What I'd like to see is a hybrid of the two systems. Allow me, should I so choose, to unlock everything without paying money. Let me slog through as much of the game as I want. When I get bored of that however, let me pay to unlock everything.

This would be a great system for every game. I don't have the patience anymore to unlock everything in most games anymore, but I would like to feel like I'm purchasing a whole game. Adding $5 downloads onto a game shortly after it comes out only serves to give the impression of nickel-and-diming the consumer.

"Here's your 'Street Fighter 4 Basic' game, please pay another Twenty Bucks to get 'Street Fighter 4 Complete'."

I think most people will still end up paying for DLC, but no one would feel taken advantage of. I know if I could pay another $5 or $10 to unlock all the things I haven't in my copy of Tekken 5:DR, I would do that. I wouldn't have done that the day I bought the game, but now I've had it long enough that spending more money on it isn't offensive to me, and I just don't have the desire to fight enough matches to unlock all the hairstyles for the characters I don't play.

Tuesday, February 3, 2009

Earth Defense Force 2017 is still the best game on the market

seriously.

find a copy. You should probably find a friend too, cos like Contra, it's playable as a 1p game, but it's magical as a 2p game.

Monday, January 5, 2009

PS3 Home

A few years back I was at a shooting range.

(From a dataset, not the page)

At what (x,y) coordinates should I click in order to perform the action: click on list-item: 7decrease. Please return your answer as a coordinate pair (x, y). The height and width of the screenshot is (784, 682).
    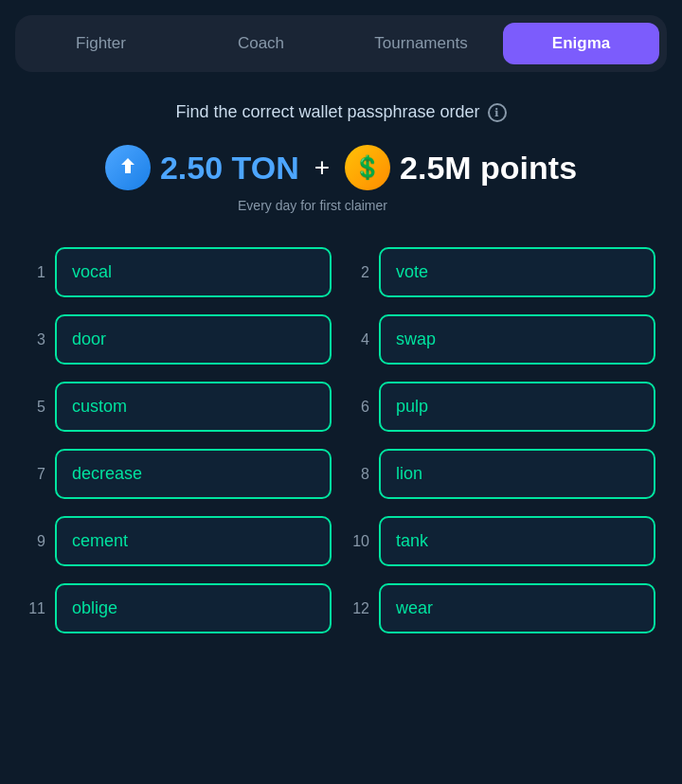
    Looking at the image, I should click on (179, 473).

My friend asked if they had the Smith and Wesson .50 caliber.

"That gun's the answer to a question nobody asked." came the reply.

To this day, I love that phrase.

And so we have Playstation's Home.

I didn't get much past creating my "avatar". I tried to create my wife but it became apparent that creating attractive women wasn't in the cards and semi-attractive zombie women's not really my thing, so I switched gears to make myself. I have enough skill and confidence to make good caricatures of myself: harsh but amusing. Nonetheless, I could only manage the bluntest caveman version of myself.

Mostly, Home's character creator is lacking foreheads, or tops of heads specifically. Every hairstyle I tried on both virtual me and virtual wife failed moreso because of the decidedly cro-magnon lack of upper head than because of the wrinkles, dead eyes or awful style choices. We looked too cavman, and this coming from a man who thinks he looks more caveman than the average person.

I effectively gave up on creating me, and went out to explore this amazing new world. I appeared in a highrise apartment on the coast of a digital Saint Tropez. Running out to my porch, excited to jump off the edge and explore I found there was no jump button. My next observation was that my male avatar runs like a beaten child--very compactly.

Run animations are a big thing for me, and I won't get too into it here, but when a person is running they should look two things in videogame land:
1. Healthy
2. Their sex

Women and men run differently and it would behoove many a game maker to notice and master the differences. But anyway, I take my weak running man who can't jump the railing to the front door.

I get a message that to walk out of my apartment I'll have to download an additional 22 megs of whatever.

No thanks.

That's the end of my Home experience.

It's not a game, so doesn't technically merit a rating, but it's terrible enough that I'll give it one.

1 star


edit: I just re-read Gorgeous Hair's review. Haha.